Via Netribution, “The first Saudi Arabian film festival opened in the Red Sea city of Jeddah this week, in an ultra-conservative country where the silver screen is so controversial that the word ‘cinema’ does not even get a mention in the title. ‘The Jeddah Visual Show Festival’ started on Wednesday night screening two hours of home-grown short films.”

The article goes on to talk about the slow birth of cinema in Saudi Arabia — namely, cartoons and the short films shown at this festival.

From the piece:

Public screenings of movies are taboo in Saudi Arabia, where religious scholars believe any depiction of the human form is forbidden in Islam and where the U.S.-dominated film industry, with films often depicting sex and violence, is seen as an immoral force.
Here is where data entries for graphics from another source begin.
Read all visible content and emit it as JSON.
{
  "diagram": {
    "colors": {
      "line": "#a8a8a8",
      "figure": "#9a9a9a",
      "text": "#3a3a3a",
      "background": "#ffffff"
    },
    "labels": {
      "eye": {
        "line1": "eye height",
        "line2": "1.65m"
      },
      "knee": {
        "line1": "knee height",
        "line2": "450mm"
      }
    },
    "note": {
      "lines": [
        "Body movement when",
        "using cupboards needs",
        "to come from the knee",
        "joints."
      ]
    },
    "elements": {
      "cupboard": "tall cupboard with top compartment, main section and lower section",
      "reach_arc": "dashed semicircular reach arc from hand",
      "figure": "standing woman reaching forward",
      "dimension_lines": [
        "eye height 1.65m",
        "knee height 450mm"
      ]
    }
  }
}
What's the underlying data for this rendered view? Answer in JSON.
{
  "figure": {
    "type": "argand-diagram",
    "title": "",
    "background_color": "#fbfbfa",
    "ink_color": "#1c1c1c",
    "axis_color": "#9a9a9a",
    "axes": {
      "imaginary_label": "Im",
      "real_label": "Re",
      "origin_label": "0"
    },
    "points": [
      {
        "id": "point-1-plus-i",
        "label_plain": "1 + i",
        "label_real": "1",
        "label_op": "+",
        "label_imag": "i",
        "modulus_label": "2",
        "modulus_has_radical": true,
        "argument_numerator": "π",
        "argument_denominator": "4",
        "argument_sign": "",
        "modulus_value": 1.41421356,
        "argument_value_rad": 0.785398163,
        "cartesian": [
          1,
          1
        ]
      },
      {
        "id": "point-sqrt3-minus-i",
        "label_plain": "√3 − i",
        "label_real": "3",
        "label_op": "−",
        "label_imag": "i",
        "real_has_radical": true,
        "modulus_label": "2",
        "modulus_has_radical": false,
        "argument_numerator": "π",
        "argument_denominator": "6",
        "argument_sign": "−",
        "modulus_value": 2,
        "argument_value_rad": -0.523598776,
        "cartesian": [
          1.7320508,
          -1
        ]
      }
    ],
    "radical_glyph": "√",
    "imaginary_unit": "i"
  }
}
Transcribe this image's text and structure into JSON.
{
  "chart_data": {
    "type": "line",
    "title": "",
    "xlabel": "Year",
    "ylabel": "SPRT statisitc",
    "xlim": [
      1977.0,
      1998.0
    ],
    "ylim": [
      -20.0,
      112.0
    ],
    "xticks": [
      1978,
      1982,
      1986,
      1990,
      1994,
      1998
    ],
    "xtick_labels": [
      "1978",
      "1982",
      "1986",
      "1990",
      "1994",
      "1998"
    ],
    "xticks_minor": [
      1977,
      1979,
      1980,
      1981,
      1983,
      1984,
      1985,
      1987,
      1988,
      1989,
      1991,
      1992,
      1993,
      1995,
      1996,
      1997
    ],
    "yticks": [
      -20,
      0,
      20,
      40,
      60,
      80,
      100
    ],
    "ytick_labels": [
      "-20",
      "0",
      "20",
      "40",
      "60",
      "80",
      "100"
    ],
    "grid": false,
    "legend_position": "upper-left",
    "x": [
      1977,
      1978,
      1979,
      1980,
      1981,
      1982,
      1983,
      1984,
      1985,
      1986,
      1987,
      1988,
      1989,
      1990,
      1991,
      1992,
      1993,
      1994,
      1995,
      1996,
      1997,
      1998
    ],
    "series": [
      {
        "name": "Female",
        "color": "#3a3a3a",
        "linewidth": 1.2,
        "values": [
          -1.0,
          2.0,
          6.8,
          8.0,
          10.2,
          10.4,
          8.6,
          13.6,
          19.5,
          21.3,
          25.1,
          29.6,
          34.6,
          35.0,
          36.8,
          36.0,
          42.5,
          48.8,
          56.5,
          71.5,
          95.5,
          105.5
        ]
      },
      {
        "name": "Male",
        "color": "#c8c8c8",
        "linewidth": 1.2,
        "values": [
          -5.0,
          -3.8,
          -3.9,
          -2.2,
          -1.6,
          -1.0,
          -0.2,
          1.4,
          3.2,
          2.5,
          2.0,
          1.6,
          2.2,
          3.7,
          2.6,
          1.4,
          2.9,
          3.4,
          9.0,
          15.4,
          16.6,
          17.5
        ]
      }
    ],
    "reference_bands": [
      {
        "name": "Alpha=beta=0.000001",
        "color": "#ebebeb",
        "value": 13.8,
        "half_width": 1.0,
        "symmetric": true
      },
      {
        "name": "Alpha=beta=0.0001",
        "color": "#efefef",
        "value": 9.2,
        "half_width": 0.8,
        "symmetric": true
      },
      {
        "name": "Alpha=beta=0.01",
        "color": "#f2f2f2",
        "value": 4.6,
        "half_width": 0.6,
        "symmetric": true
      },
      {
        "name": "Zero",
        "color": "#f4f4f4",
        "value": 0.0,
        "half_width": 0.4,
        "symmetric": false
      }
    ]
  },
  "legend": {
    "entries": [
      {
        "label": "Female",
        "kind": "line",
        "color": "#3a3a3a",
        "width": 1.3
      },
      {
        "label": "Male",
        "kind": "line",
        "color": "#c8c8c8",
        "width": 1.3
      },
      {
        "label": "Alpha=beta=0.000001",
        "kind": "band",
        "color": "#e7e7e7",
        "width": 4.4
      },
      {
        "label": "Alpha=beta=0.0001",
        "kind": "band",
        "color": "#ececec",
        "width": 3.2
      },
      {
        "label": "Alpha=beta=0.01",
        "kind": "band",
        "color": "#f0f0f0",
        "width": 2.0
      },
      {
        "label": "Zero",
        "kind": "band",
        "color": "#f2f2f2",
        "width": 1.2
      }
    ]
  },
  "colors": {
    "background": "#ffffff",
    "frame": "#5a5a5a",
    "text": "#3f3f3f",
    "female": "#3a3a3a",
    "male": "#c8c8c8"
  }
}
Saudi Arabia is deeply conscious that it is the birthplace of Islam and shuns activity that is commonplace in other parts of the world. Cinemas, for example, could allow mixing of unrelated young men and women, seen as sinful by Saudia’s Wahhabi religious establishment

The new festival suggests that even devout Saudi Arabia is having to re-evaluate what should or should not be forbidden. At a news conference the festival, director Mishael al-Enazi said, “The Ministry of Information and Culture said let’s not call it cinema, that could imply God knows what — let’s say ‘visual shows.’ We hope that showing these short films will lead to more acceptance of cinema.”

I think that we in the U.S. should start using the phrase “visual shows” to describe some of what’s in our cinemas.